Seems overcomplicated, why not use gIntersect with gSimplify from rgeos?
EDIT: nope, that loses the data frames. Use Raster::intersect instead.
Example:
library(sp)
library(rgdal)
library(raster)
dir <- 'C:/Users/obrl_soil/Downloads'
tz_world <- readOGR(paste0(dir, '/tz_world/world'),
'tz_world',
stringsAsFactors = FALSE)
# from http://www.naturalearthdata.com/downloads/10m-cultural-vectors/10m-populated-places/
cities <- readOGR(paste0(dir, '/ne_10m_populated_places'),
'ne_10m_populated_places',
stringsAsFactors = FALSE)
#only need city name for this, pruning the attributes
cities@data <- cities@data[c('NAME')]
# simplify the geometry of the polygons to cut processing time
tz_world_simple <- gSimplify(tz_world, tol = 0.1, topologyPreserve = TRUE)
# reattach the data frame
tz_world_simple <- SpatialPolygonsDataFrame(tz_world_simple, data = tz_world@data)
st <- proc.time()
city_timezones <- intersect(cities, tz_world_simple)
proc.time - st
# results
View(city_timezones@data)
Its still slow on my machine, but I only have 4GB of RAM to play with. A subset of ~600 cities took 4 seconds or so but the full cities dataset crashed the operation.
Update 2017
Since this got bumped, forget the above: here's a solution in sf
library(sf)
library(tidyverse)
setwd('C:/DATA')
tzw <- read_sf(file.path(getwd(), 'world', 'tz_world.shp')) # 27742 obs
places <- read_sf(file.path(getwd(), 'ne_10m_populated_places_simple.shp')) # 7322 obs
# they're in the same crs, so
where_at <- st_intersection(select(places, name), tzw)

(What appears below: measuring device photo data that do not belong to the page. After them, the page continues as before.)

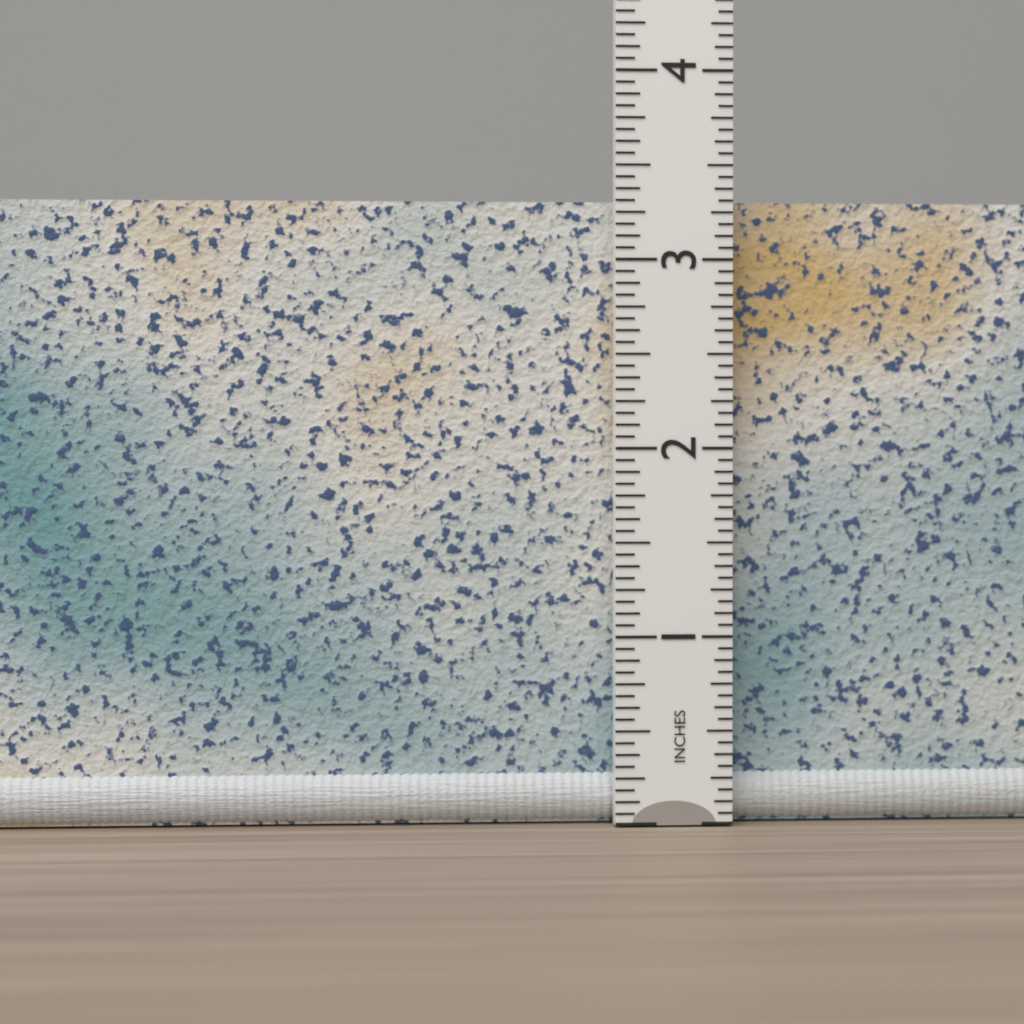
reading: 3.3125 in
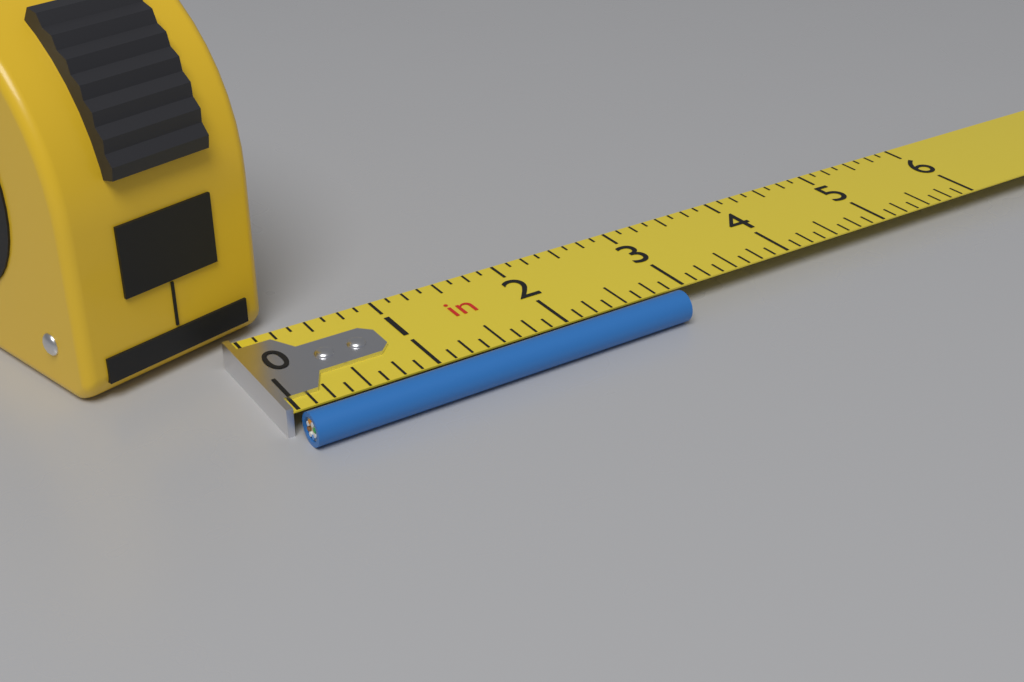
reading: 2.875 in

Full intersection in under 3 minutes on my machine. 123 points are lost as they do not intersect a tzw
polygon (e.g. Seattle). One could maybe play around with buffers to get the rest.
How to select a specific layer with ogr2ogr is documented in http://www.gdal.org/ogr2ogr.html but not in an ultimately clear way.
src_datasource_name
[-lco NAME=VALUE] [-nln name]
[-nlt type|PROMOTE_TO_MULTI|CONVERT_TO_LINEAR|CONVERT_TO_CURVE]

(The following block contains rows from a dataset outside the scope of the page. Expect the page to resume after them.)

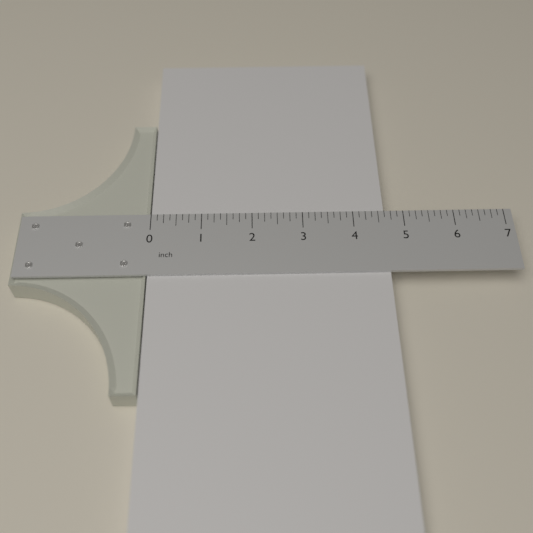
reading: 4.625 inch
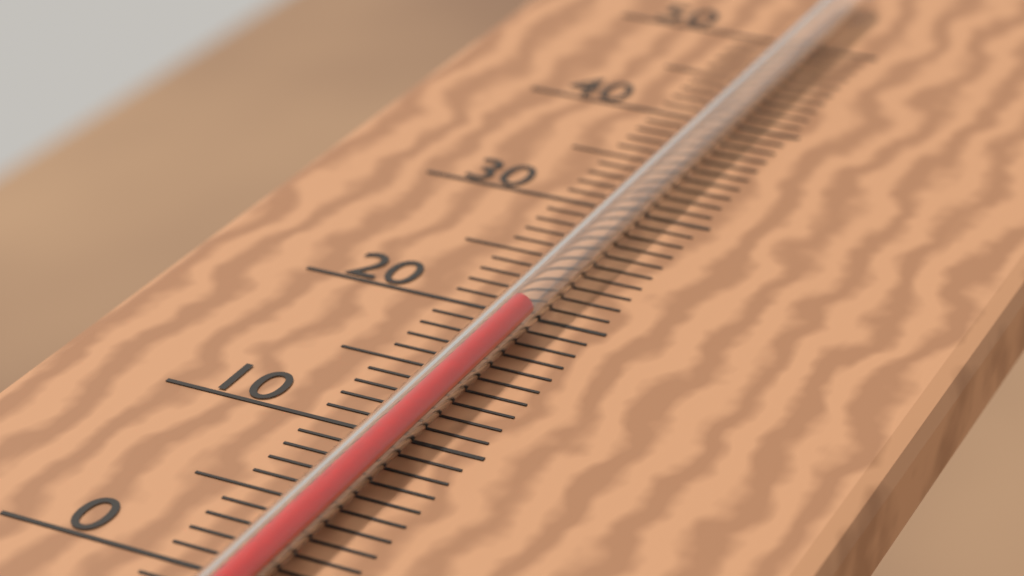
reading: 19 °C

[-dim XY|XYZ|XYM|XYZM|2|3|layer_dim] [layer [layer ...]]
The layer name(s) are given after the name of the datasource by using space as a separator.
This should work for you:
ogr2ogr -f 'GPKG' -clipsrc 1077228.72991008 4218298.82092178 1211486.08907174 4469736.19302021 output.gpkg input_gpkg Towns
Alternatively you can select whatever you want with SQL:
ogr2ogr -f 'GPKG' -clipsrc 1077228.72991008 4218298.82092178 1211486.08907174 4469736.19302021 -sql "select * from Towns" output.gpkg input_gpkg
Best Answer
To do this in R, construct a URL string like this with your bounding box encoded in it. Use
paste0
or some other string concatenation function to build it. This is based on @user30184 answer:Then you can use
st_read
from thesf
package:Getting about 11,000 buildings:
Your
sf
needs to be linked with a GDAL/OGR that supports these servers:If that returns NA values then your GDAL/OGR needs upgrading/rebuilding.